## TASK TO COMPLETE
Print all the data below exactly, without images.

* * * * *

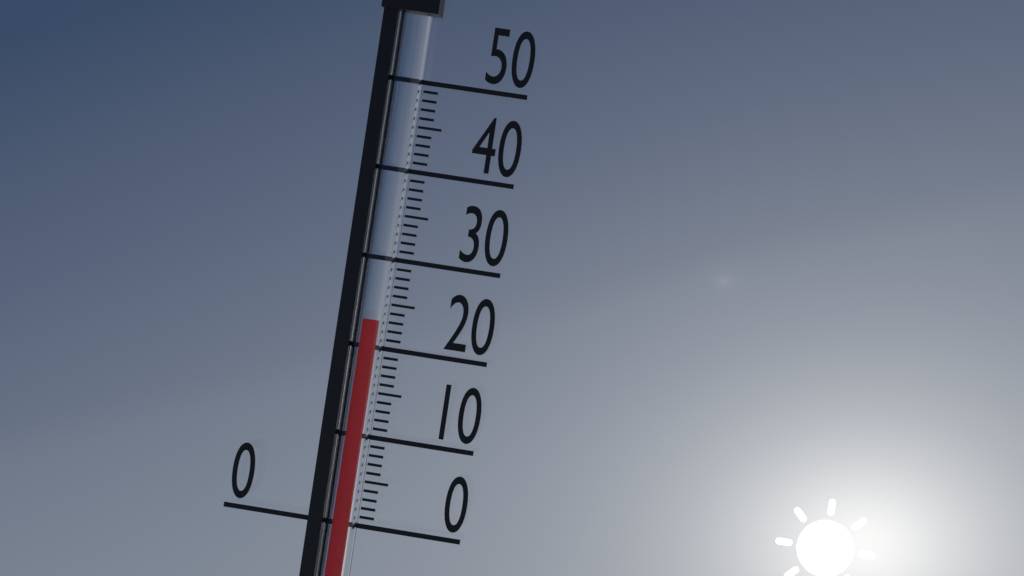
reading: 23 (no unit)
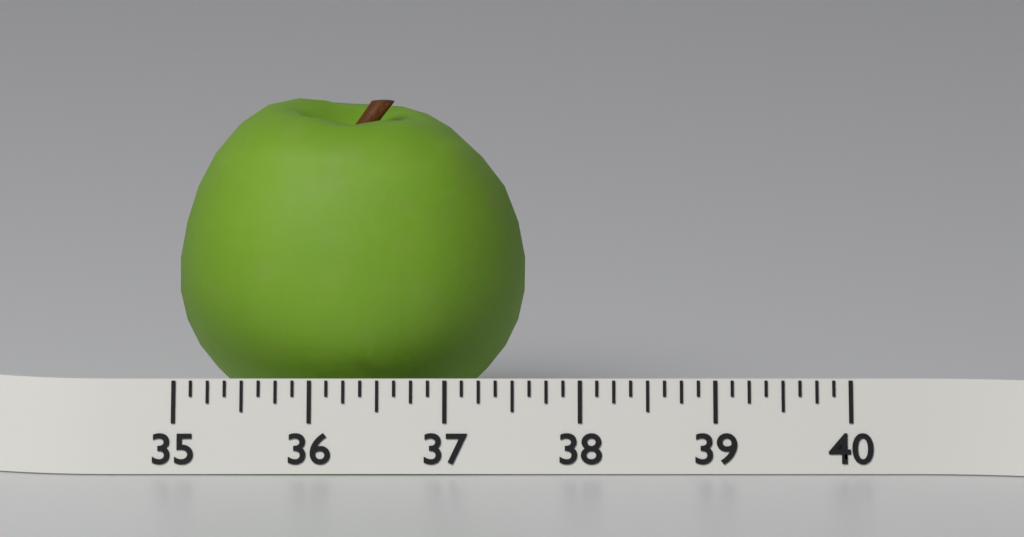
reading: 37.600 (no unit)
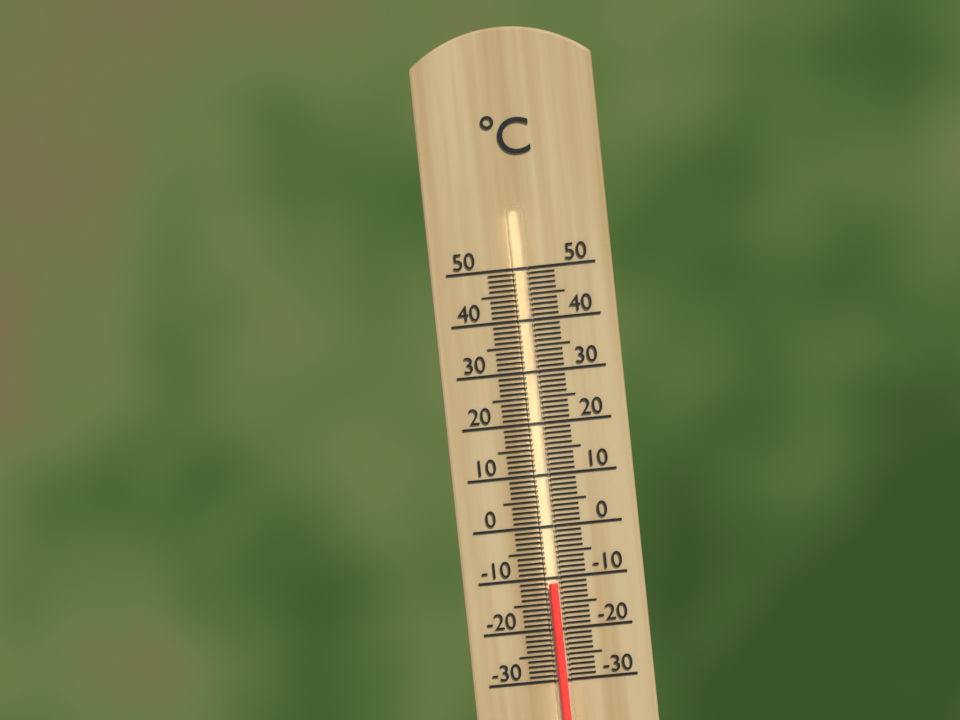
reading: -11 °C
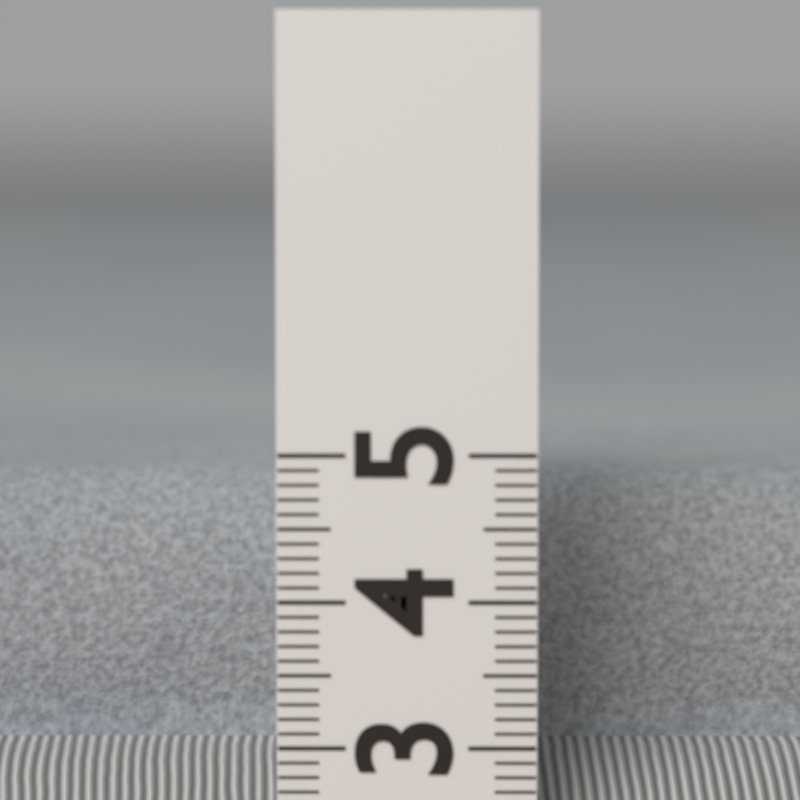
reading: 4.7 (no unit)
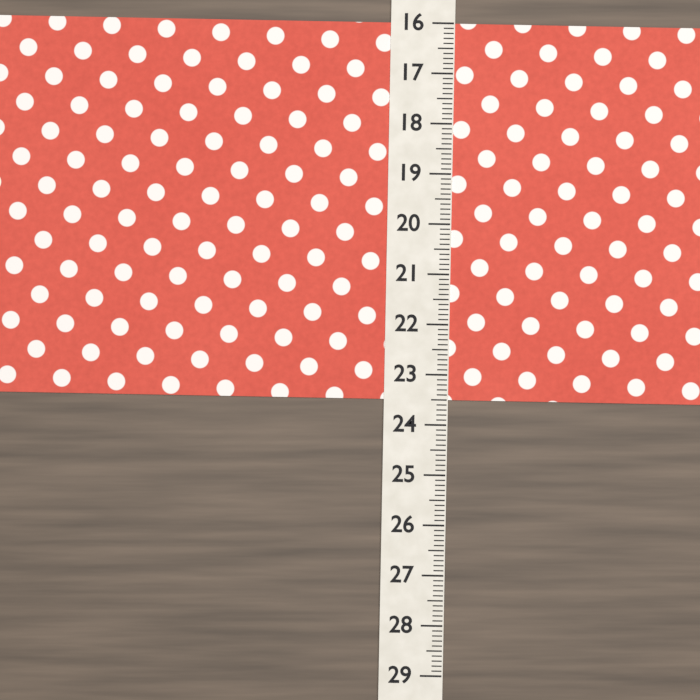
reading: 23.5 (no unit)
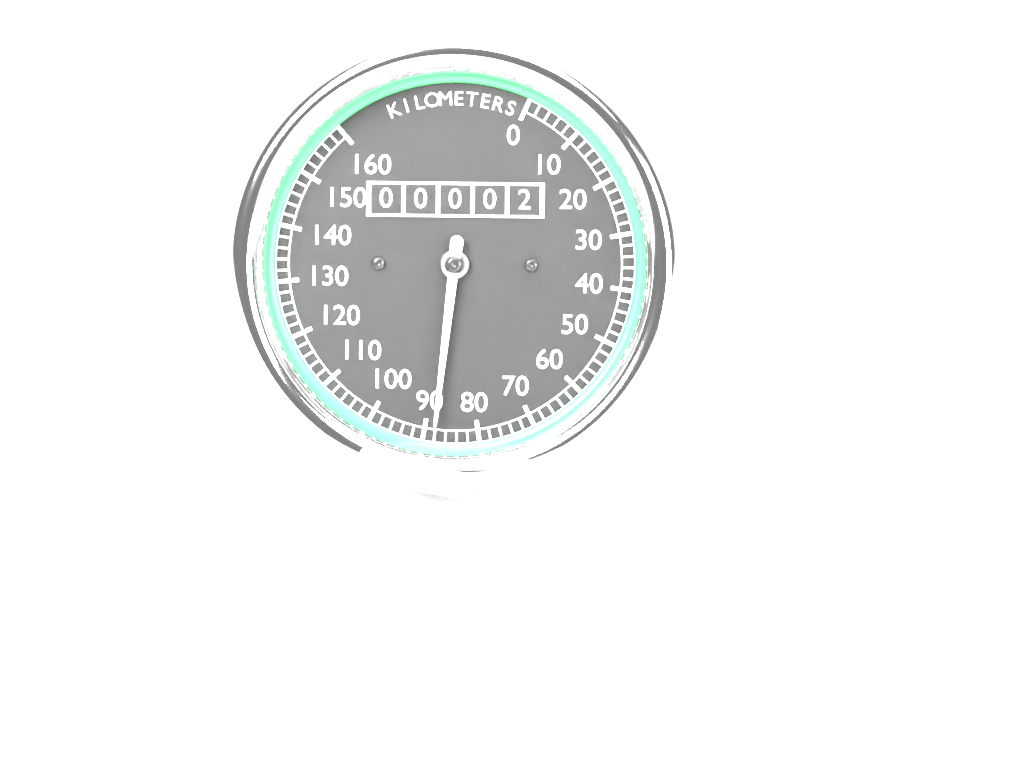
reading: 88 km/h
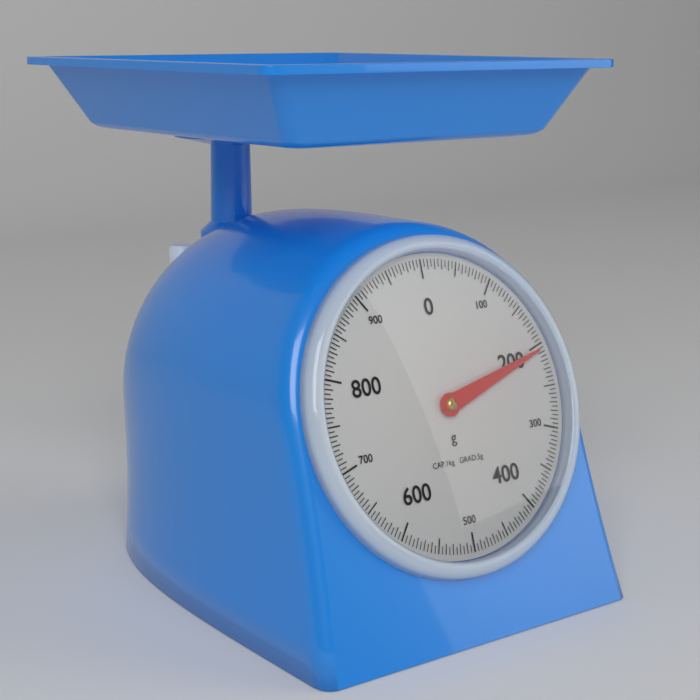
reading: 205 g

* * * * *

## EXERCISE SOLUTION
reading: 23 (no unit)
reading: 37.600 (no unit)
reading: -11 °C
reading: 4.7 (no unit)
reading: 23.5 (no unit)
reading: 88 km/h
reading: 205 g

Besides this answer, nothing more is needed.